Something else I hope to find in these boxes (or anywhere) is evidence of the phone number for the company at the center of “The Case”, that episode which landed me and a bunch of others in a lot of trouble but no jail time. Part of our shenanigans involved dialing, OCD-style, every toll-free number within a given range, such as 1-800-234-0000 to 1-800-234-9999. The range of 1000 numbers were printed up on what we called “thousand sheets” and we would dial the numbers and make notes on the sheets about what they led to. All that and a bunch of other stuff was seized by the FBI never to be seen again but the notes would have involved what kind of voicemail system was present, if there was anything else interesting about it that seemed like something we could exploit, etc.

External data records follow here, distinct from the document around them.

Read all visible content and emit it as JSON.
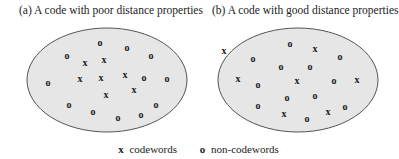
{
  "panels": [
    {
      "id": "a",
      "title": "(a) A code with poor distance properties",
      "ellipse": {
        "cx": 107,
        "cy": 80,
        "rx": 80,
        "ry": 52
      },
      "points": [
        {
          "t": "o",
          "x": 100,
          "y": 42
        },
        {
          "t": "o",
          "x": 127,
          "y": 47
        },
        {
          "t": "o",
          "x": 67,
          "y": 55
        },
        {
          "t": "o",
          "x": 151,
          "y": 55
        },
        {
          "t": "x",
          "x": 85,
          "y": 62
        },
        {
          "t": "x",
          "x": 104,
          "y": 59
        },
        {
          "t": "x",
          "x": 80,
          "y": 78
        },
        {
          "t": "x",
          "x": 101,
          "y": 77
        },
        {
          "t": "x",
          "x": 125,
          "y": 74
        },
        {
          "t": "o",
          "x": 144,
          "y": 77
        },
        {
          "t": "o",
          "x": 167,
          "y": 78
        },
        {
          "t": "o",
          "x": 48,
          "y": 82
        },
        {
          "t": "x",
          "x": 106,
          "y": 94
        },
        {
          "t": "x",
          "x": 134,
          "y": 89
        },
        {
          "t": "o",
          "x": 69,
          "y": 104
        },
        {
          "t": "o",
          "x": 156,
          "y": 104
        },
        {
          "t": "o",
          "x": 93,
          "y": 111
        },
        {
          "t": "o",
          "x": 141,
          "y": 114
        },
        {
          "t": "o",
          "x": 118,
          "y": 117
        }
      ]
    },
    {
      "id": "b",
      "title": "(b) A code with good distance properties",
      "ellipse": {
        "cx": 298,
        "cy": 80,
        "rx": 80,
        "ry": 52
      },
      "points": [
        {
          "t": "o",
          "x": 290,
          "y": 43
        },
        {
          "t": "x",
          "x": 224,
          "y": 50
        },
        {
          "t": "x",
          "x": 315,
          "y": 48
        },
        {
          "t": "o",
          "x": 253,
          "y": 58
        },
        {
          "t": "o",
          "x": 340,
          "y": 56
        },
        {
          "t": "o",
          "x": 281,
          "y": 66
        },
        {
          "t": "o",
          "x": 310,
          "y": 66
        },
        {
          "t": "x",
          "x": 238,
          "y": 78
        },
        {
          "t": "o",
          "x": 258,
          "y": 84
        },
        {
          "t": "x",
          "x": 297,
          "y": 80
        },
        {
          "t": "o",
          "x": 334,
          "y": 80
        },
        {
          "t": "x",
          "x": 357,
          "y": 79
        },
        {
          "t": "o",
          "x": 287,
          "y": 97
        },
        {
          "t": "o",
          "x": 315,
          "y": 95
        },
        {
          "t": "o",
          "x": 258,
          "y": 105
        },
        {
          "t": "x",
          "x": 284,
          "y": 113
        },
        {
          "t": "o",
          "x": 307,
          "y": 118
        },
        {
          "t": "x",
          "x": 328,
          "y": 111
        },
        {
          "t": "o",
          "x": 345,
          "y": 106
        }
      ]
    }
  ],
  "legend": {
    "codeword_glyph": "x",
    "codeword_label": "codewords",
    "noncodeword_glyph": "o",
    "noncodeword_label": "non-codewords"
  },
  "colors": {
    "ellipse_fill": "#e6e6e6",
    "ellipse_stroke": "#555555",
    "symbol": "#1a1a1a"
  }
}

I used those sheets but I had a thing for 7-letter words and phrases. I dialed 1-800-CBSNEWS and, magically, was connected to the CBS newsroom. I think the same went for ABC News. I probably called things like 1-800-DUMBASS and 1-800-FUCKYOU. One time I was with the other phreaks and we called 1-800-BITCHIN’ (minus the apostrophe, of course). A woman answered and one of us told her “You have a bitchin’ phone number!” She had good humor about it, asking what we were talking about. It was explained that the letters of her company’s phone number spelled “BITCHIN”, and she was properly impressed enough to put us on hold and verify this claim. She came back on the line, laughing, saying she hoped we have a good weekend.
I must have dialed hundreds of 7-letter words and phrases like that. To this day I cannot see a 7-letter word without imagining what it might connect to on the toll-free network.
The number that was central to “The Case” was 1-800-4GIBSON, or at least I think that was the number. I have not done exhaustive research but I have attempted to verify the number we called as a gauge of how clear my other memories are. I have found no evidence that this was the number but I am reasonably certain it was, and for good reason.
At the time I had a bit of a crush on the singer Debbie Gibson. In her honor I dialed 1-800-DGIBSON, connecting to the now-infamous CR Gibson greeting card company that would take me and the rest of us to court, incur financial penalties for damage we never inflicted, and generally just lurk over our collective future for years.